There is the Christmas tree shining into the grey lane. Home is warm and carpeted, with bedside lamps turned on, as always. When I was a child the gentle slump of the car in the drive would always be a bit of a bother.
“We’re home.”
I’d be half asleep in the backseat, sighing in tune with the silencing of the radio. Soon I’d have to wriggle out of the car onto the cold pavement: a bitter interlude between warm car and warm home. I was a sleepy child, always lulled to sleep by short journeys and cassette tapes. My sister used to taunt me for it – she still does. Even now, home provokes a drowsy knowingness that London tries its best to shake out of me. Here, there is a new puppy, and ironed bed linen and fields and fields of Suffolk somewhere beyond my window.
The town of Bungay clings to our house. I type to the thrashings of rain and perhaps it’s because our lane is silent and my room is warm, but it runs streams into the darkness and I imagine the glow of the pub on Bridge Street. During the day, there is the stillness of a florists with wreathes decorating the pavement; the stillness of the Catholic church – the churchyard always misty and moss grown; the stillness of the butchers, the bakers, and a steady supply of antique shops. I suppose Bungay unboastfully, unknowingly, has everything tucked away somewhere. The only problem is it’s so easy to forget to look.
When I was fifteen I worked every Saturday morning in the local greengrocers. It was cold and I was constantly wrapped up in knitwear and books about vegetables. One day an elderly woman listened to my plans of escaping to London, to which she responded with a surprisingly motivating string of cliches, “Go! Explore! Remember that Bungay will still be here when you come back.”
I guess that’s the drowsy comfort in coming home, and the reminder to keep moving. After all, I couldn’t allow myself to quietly stagnate here, not in the Bungay of my youth.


§ TASK ITEM
The records below hold pictures; please leave those out and retype the rest exactly.

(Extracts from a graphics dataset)
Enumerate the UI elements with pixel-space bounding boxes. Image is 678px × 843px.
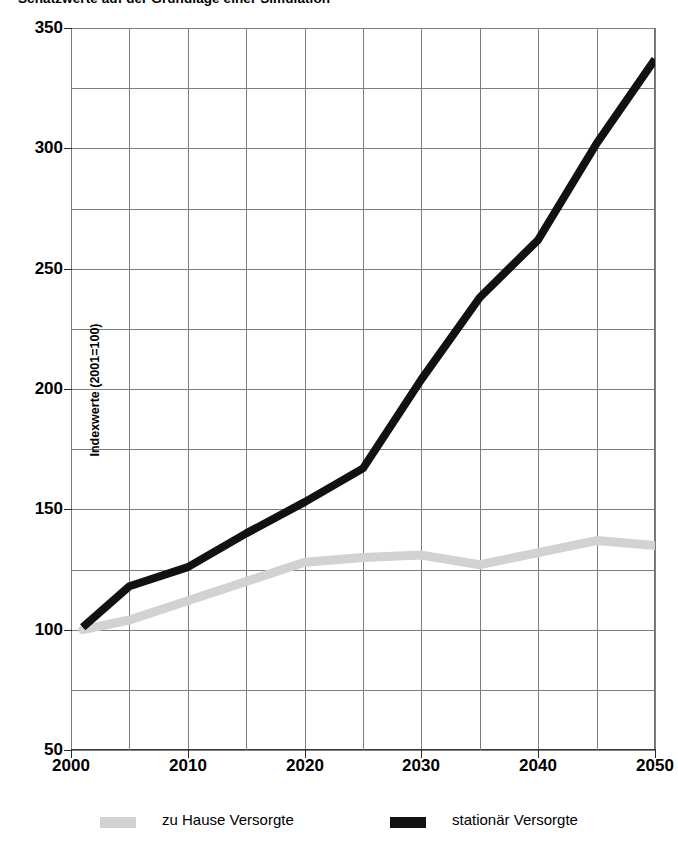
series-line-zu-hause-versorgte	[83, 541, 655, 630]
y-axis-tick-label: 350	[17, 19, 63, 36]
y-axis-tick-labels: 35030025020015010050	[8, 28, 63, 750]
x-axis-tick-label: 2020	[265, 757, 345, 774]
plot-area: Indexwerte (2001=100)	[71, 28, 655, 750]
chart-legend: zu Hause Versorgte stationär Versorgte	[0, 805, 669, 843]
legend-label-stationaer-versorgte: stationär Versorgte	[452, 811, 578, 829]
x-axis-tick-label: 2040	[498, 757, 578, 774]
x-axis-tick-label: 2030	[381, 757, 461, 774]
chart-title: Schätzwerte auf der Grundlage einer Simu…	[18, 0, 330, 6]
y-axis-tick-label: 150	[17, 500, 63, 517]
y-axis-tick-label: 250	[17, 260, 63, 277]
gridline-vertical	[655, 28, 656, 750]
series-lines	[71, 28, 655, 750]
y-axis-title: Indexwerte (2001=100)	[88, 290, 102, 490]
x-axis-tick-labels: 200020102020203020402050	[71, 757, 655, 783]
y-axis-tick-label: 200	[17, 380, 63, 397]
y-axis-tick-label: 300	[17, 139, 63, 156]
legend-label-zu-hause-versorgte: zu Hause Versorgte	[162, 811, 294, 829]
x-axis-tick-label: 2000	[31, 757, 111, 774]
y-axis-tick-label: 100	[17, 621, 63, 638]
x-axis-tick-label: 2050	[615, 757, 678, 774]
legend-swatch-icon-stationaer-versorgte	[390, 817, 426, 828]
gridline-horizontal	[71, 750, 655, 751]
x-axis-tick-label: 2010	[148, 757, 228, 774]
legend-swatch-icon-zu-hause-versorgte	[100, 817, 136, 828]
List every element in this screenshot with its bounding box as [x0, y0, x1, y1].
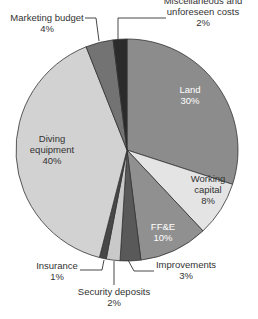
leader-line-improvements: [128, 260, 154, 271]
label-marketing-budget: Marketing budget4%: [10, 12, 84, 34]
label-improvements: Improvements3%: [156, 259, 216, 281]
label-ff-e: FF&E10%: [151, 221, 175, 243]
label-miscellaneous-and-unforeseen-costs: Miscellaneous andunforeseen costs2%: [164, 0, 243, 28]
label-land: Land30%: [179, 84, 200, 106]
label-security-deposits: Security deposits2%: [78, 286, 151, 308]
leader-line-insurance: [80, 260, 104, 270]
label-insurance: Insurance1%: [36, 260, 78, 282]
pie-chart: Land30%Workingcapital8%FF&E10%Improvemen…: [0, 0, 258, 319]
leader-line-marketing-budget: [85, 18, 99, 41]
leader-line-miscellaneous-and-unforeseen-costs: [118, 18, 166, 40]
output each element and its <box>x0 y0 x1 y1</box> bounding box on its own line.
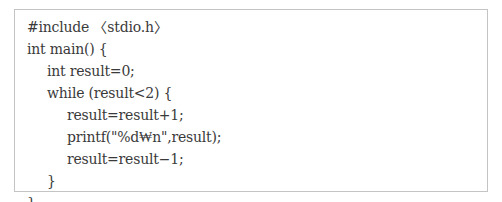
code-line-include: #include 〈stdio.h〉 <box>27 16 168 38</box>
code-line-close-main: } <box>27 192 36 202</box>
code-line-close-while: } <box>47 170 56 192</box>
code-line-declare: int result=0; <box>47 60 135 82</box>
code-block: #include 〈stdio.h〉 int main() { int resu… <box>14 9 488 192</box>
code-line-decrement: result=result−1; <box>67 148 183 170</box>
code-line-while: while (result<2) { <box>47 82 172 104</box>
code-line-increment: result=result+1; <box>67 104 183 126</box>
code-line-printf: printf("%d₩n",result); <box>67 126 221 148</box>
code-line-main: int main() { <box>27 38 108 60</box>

§ OUTPUT OF THE TASK
Enumerate the UI elements with pixel-space bounding boxes. Image is 678px × 843px.
series-line-zu-hause-versorgte	[83, 541, 655, 630]
y-axis-tick-label: 350	[17, 19, 63, 36]
y-axis-tick-labels: 35030025020015010050	[8, 28, 63, 750]
x-axis-tick-label: 2020	[265, 757, 345, 774]
plot-area: Indexwerte (2001=100)	[71, 28, 655, 750]
chart-legend: zu Hause Versorgte stationär Versorgte	[0, 805, 669, 843]
legend-label-stationaer-versorgte: stationär Versorgte	[452, 811, 578, 829]
x-axis-tick-label: 2040	[498, 757, 578, 774]
x-axis-tick-label: 2030	[381, 757, 461, 774]
chart-title: Schätzwerte auf der Grundlage einer Simu…	[18, 0, 330, 6]
y-axis-tick-label: 150	[17, 500, 63, 517]
y-axis-tick-label: 250	[17, 260, 63, 277]
gridline-vertical	[655, 28, 656, 750]
series-lines	[71, 28, 655, 750]
y-axis-title: Indexwerte (2001=100)	[88, 290, 102, 490]
x-axis-tick-labels: 200020102020203020402050	[71, 757, 655, 783]
y-axis-tick-label: 200	[17, 380, 63, 397]
y-axis-tick-label: 300	[17, 139, 63, 156]
legend-label-zu-hause-versorgte: zu Hause Versorgte	[162, 811, 294, 829]
x-axis-tick-label: 2000	[31, 757, 111, 774]
y-axis-tick-label: 100	[17, 621, 63, 638]
x-axis-tick-label: 2050	[615, 757, 678, 774]
legend-swatch-icon-stationaer-versorgte	[390, 817, 426, 828]
gridline-horizontal	[71, 750, 655, 751]
x-axis-tick-label: 2010	[148, 757, 228, 774]
legend-swatch-icon-zu-hause-versorgte	[100, 817, 136, 828]
List every element in this screenshot with its bounding box as [x0, y0, x1, y1].
leader-line-improvements: [128, 260, 154, 271]
label-marketing-budget: Marketing budget4%: [10, 12, 84, 34]
label-improvements: Improvements3%: [156, 259, 216, 281]
label-ff-e: FF&E10%: [151, 221, 175, 243]
label-miscellaneous-and-unforeseen-costs: Miscellaneous andunforeseen costs2%: [164, 0, 243, 28]
label-land: Land30%: [179, 84, 200, 106]
label-security-deposits: Security deposits2%: [78, 286, 151, 308]
leader-line-insurance: [80, 260, 104, 270]
label-insurance: Insurance1%: [36, 260, 78, 282]
pie-chart: Land30%Workingcapital8%FF&E10%Improvemen…: [0, 0, 258, 319]
leader-line-marketing-budget: [85, 18, 99, 41]
leader-line-miscellaneous-and-unforeseen-costs: [118, 18, 166, 40]
output each element and its <box>x0 y0 x1 y1</box> bounding box on its own line.
code-line-include: #include 〈stdio.h〉 <box>27 16 168 38</box>
code-line-close-main: } <box>27 192 36 202</box>
code-line-close-while: } <box>47 170 56 192</box>
code-line-declare: int result=0; <box>47 60 135 82</box>
code-block: #include 〈stdio.h〉 int main() { int resu… <box>14 9 488 192</box>
code-line-decrement: result=result−1; <box>67 148 183 170</box>
code-line-while: while (result<2) { <box>47 82 172 104</box>
code-line-increment: result=result+1; <box>67 104 183 126</box>
code-line-printf: printf("%d₩n",result); <box>67 126 221 148</box>
code-line-main: int main() { <box>27 38 108 60</box>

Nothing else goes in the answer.